DaRif remembered how one of her friends and teammates, Lawrie Mifflin, essentially started the field hockey program at Yale. She had been a standout player in high school and looked to sign up for Yale’s field hockey team but was told there wasn’t one, nor any organized sports for women.

“She said, ‘Well that’s not acceptable. How do we start one?’ ” DaRif said.

Mifflin then went to the athletic director and eventually recruited the team to show there was an interest. With a team assembled, she went back to the office and asked about a schedule, but the officials said they weren’t sure what to do. Mifflin then spent the summer reaching out to schools to see if they would play them, crafting the schedule.

When they returned, they were able to have a club team before having a varsity team in place DaRif’s senior year. They eventually had the university get them uniforms and equipment, like they would for the men’s teams, but it wasn’t without some possible embarrassment first, DaRif said.

The team had been playing in t-shirts they all purchased at the co-op and cut off jeans. But when a photo came out of the Princeton team — their upcoming opponents — in nice kilts in the school colors, Yale officials called another another Connecticut school to borrow their powder blue kilts for the game.

“At first, we said we’re not going to wear them because they’re not Yale blue,” DaRif recalled, adding the university bought them kilts the next year.

Royster said students advocated for many things while at Yale, including civil rights and for an end to the Vietnam War.

The May Day protests over Bobby Seale and the Black Panther trials canceled classes and shut down the campus. Even the National Guard was called in. Royster helped organize a performance so that people could express themselves through art.

“It was a civics lesson on the ground,” Royster said.

Perkins said Royster’s roommate and other Yale women were influential in the case, Women v. Connecticut, that overturned Connecticut’s abortion ban before Roe v. Wade.

Their advancements and civic engagement feel especially poignant now 50 or so years later following last week’s overturn of Roe.

“We felt so hopeful,” DaRif said. “We felt we were in the vanguard of proving we should have equal rights, equal protection under the law. We felt we were successful proving to people we weren’t simply second class citizens.”

When DaRif and Royster started college, women were still not allowed to have credit cards in their own names. They needed husbands, she said.

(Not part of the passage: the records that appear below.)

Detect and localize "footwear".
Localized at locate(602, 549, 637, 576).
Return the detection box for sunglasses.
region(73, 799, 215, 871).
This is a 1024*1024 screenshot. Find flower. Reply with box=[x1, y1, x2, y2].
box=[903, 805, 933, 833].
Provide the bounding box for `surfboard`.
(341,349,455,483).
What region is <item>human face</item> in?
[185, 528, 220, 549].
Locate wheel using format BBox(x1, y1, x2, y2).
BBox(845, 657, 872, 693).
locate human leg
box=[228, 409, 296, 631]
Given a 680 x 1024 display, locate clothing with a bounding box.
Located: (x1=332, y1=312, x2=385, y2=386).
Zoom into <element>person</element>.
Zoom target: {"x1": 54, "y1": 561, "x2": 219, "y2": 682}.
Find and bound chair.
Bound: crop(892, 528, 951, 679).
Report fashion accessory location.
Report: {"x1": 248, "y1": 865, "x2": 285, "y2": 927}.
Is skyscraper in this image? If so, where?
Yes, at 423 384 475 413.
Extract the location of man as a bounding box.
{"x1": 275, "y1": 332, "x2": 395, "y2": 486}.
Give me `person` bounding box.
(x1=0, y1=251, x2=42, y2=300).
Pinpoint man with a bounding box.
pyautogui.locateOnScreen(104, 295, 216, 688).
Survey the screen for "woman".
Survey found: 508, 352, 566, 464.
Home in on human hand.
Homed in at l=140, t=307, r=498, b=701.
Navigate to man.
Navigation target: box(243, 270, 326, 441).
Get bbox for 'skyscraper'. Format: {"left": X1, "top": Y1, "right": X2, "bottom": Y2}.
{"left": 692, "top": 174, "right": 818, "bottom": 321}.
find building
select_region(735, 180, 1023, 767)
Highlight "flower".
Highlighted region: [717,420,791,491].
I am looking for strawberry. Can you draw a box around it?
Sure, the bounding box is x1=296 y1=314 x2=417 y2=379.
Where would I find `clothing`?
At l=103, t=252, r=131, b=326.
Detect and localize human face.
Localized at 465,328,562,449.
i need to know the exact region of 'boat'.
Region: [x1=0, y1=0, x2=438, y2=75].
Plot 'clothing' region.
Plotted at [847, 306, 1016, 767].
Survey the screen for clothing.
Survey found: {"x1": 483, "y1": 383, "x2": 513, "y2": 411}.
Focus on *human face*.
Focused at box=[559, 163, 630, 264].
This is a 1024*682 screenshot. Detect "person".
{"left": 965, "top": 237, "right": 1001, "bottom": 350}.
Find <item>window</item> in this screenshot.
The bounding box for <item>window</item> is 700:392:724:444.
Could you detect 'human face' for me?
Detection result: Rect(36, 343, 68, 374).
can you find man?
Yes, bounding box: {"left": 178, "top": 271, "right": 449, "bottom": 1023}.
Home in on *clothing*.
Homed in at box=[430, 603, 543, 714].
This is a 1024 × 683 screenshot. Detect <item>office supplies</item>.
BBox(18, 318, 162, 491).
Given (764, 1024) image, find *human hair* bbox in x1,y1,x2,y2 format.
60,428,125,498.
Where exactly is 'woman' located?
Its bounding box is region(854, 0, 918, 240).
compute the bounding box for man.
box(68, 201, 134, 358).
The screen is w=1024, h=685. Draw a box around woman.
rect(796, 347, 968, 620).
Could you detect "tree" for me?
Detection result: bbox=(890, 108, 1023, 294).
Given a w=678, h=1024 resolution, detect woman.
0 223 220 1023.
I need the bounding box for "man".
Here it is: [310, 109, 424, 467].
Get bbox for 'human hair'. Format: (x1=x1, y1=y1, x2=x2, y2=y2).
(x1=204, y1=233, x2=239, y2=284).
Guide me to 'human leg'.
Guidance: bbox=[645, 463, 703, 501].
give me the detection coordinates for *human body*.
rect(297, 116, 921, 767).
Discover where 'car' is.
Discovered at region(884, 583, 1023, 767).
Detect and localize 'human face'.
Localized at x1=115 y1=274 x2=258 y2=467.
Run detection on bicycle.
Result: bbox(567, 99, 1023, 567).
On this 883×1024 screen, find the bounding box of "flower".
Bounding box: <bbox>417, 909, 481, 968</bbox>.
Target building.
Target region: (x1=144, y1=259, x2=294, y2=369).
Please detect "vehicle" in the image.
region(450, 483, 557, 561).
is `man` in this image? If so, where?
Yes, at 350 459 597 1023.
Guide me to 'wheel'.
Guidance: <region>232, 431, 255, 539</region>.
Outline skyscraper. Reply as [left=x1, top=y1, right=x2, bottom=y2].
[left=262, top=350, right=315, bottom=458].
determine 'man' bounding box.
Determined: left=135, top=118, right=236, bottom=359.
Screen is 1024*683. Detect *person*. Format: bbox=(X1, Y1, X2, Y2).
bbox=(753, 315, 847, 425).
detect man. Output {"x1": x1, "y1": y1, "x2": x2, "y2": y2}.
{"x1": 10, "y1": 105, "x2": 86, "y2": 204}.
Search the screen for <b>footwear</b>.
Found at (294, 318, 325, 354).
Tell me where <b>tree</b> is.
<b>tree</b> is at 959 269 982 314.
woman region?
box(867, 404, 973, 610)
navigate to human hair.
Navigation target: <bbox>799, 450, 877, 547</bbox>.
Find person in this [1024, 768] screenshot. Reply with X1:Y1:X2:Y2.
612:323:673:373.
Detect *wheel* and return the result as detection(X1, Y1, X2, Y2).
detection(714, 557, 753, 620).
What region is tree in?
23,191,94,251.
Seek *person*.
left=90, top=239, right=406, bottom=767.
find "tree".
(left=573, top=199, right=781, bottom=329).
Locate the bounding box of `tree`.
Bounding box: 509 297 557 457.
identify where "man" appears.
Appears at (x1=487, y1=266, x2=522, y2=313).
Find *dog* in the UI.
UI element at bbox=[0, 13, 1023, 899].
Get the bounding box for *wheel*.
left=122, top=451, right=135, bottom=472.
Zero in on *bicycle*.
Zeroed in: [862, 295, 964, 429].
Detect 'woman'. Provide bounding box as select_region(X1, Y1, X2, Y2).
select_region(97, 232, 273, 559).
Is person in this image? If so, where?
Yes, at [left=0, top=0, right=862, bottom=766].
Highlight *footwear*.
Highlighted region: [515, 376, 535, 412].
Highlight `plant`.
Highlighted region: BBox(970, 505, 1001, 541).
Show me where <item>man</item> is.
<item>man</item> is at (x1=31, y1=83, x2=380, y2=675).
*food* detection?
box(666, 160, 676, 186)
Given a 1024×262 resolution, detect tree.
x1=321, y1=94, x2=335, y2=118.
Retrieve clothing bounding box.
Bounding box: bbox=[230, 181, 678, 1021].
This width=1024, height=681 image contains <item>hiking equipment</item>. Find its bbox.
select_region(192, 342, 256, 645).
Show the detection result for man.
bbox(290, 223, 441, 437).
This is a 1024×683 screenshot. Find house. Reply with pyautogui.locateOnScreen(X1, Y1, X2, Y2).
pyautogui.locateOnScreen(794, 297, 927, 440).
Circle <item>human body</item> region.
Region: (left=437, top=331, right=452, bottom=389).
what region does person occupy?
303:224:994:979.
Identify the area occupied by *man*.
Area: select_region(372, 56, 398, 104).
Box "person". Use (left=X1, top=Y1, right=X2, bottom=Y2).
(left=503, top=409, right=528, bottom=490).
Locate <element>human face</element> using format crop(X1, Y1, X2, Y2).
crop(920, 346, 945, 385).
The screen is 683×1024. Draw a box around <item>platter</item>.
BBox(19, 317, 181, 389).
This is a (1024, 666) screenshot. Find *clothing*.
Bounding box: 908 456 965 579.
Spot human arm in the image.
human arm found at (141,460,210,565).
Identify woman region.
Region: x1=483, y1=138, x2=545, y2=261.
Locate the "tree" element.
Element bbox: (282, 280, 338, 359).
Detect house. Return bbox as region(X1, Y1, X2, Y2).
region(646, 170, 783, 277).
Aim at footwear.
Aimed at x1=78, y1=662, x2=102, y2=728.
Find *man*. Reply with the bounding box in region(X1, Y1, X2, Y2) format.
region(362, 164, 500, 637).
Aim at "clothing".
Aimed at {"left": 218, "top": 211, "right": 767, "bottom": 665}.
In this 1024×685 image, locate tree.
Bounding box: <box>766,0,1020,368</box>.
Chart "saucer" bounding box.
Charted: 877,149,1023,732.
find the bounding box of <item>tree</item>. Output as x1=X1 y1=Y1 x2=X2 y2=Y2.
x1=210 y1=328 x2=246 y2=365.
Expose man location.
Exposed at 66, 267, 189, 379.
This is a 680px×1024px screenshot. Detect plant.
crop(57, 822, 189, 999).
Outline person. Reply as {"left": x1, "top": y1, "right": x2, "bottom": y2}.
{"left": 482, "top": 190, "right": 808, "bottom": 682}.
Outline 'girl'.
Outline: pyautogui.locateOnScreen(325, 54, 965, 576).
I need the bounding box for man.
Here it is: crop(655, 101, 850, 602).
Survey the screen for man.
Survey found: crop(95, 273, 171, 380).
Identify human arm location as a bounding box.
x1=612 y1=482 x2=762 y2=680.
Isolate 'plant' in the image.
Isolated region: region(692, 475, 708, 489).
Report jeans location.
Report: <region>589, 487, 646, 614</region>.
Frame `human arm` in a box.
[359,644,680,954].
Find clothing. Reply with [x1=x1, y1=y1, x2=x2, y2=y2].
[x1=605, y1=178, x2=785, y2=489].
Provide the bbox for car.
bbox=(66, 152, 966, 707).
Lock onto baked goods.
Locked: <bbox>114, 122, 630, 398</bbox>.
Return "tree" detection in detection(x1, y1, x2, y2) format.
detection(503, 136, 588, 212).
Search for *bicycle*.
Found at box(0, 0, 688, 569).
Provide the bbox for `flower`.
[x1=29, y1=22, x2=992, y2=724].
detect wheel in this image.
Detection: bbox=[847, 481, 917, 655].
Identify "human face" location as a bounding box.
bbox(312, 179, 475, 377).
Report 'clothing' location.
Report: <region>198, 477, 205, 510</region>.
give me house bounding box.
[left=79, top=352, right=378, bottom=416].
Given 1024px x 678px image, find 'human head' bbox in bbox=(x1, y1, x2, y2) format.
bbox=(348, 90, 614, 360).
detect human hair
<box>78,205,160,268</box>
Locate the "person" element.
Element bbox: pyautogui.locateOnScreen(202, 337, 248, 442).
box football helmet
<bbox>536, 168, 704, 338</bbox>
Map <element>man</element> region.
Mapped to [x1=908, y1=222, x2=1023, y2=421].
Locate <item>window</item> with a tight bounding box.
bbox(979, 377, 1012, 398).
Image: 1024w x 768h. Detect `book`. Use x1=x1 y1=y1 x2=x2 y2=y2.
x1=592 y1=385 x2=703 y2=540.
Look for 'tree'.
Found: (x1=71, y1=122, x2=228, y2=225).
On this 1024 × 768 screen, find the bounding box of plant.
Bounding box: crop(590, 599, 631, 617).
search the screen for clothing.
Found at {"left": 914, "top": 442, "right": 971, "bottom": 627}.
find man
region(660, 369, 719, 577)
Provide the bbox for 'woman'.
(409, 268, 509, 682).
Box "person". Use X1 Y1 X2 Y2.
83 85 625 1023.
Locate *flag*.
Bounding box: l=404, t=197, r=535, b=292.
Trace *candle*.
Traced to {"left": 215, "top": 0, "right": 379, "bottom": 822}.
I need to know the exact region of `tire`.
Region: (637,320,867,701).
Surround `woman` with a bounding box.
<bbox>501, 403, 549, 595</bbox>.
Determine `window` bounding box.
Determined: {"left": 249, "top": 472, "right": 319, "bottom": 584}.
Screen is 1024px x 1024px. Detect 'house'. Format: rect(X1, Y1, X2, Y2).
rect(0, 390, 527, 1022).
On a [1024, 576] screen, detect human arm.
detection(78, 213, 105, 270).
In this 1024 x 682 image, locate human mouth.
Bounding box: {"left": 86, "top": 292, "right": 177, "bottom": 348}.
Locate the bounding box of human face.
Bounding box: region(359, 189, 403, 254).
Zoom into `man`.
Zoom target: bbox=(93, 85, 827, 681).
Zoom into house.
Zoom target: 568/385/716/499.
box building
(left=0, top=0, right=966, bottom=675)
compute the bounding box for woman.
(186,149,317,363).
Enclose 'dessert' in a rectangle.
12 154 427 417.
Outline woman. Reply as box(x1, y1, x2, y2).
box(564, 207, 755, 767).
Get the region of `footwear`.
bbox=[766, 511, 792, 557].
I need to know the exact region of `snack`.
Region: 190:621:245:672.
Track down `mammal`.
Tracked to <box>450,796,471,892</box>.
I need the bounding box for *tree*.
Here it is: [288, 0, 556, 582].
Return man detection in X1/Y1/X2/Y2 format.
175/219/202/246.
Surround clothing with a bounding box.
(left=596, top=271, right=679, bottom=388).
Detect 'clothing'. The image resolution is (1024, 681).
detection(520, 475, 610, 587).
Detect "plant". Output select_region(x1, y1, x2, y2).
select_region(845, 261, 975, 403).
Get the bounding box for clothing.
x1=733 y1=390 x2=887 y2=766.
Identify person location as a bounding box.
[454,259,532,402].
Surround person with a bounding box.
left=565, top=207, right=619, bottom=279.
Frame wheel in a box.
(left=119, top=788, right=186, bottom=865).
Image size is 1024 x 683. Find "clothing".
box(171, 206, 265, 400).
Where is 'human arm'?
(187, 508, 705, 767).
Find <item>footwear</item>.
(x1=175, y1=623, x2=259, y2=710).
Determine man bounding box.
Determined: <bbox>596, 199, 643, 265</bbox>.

“The strides we made over the last 50 years felt very heartening and this felt like a punch in the gut,” DaRif said.

Royster said it feels like they’ve turned the clock back, but the struggle continues.

“It’s deja vu but we have to fight,” she said. “We have no choice.”

Royster said few people experienced what they did and so those bonds formed at Yale are some of the most important relationships in her life. She still has a monthly Zoom meeting with her fellow 1972 alumnae.

She even went to a women’s march with some of them.

“We’re getting older but we can still march and protest and we still have to,” Royster said.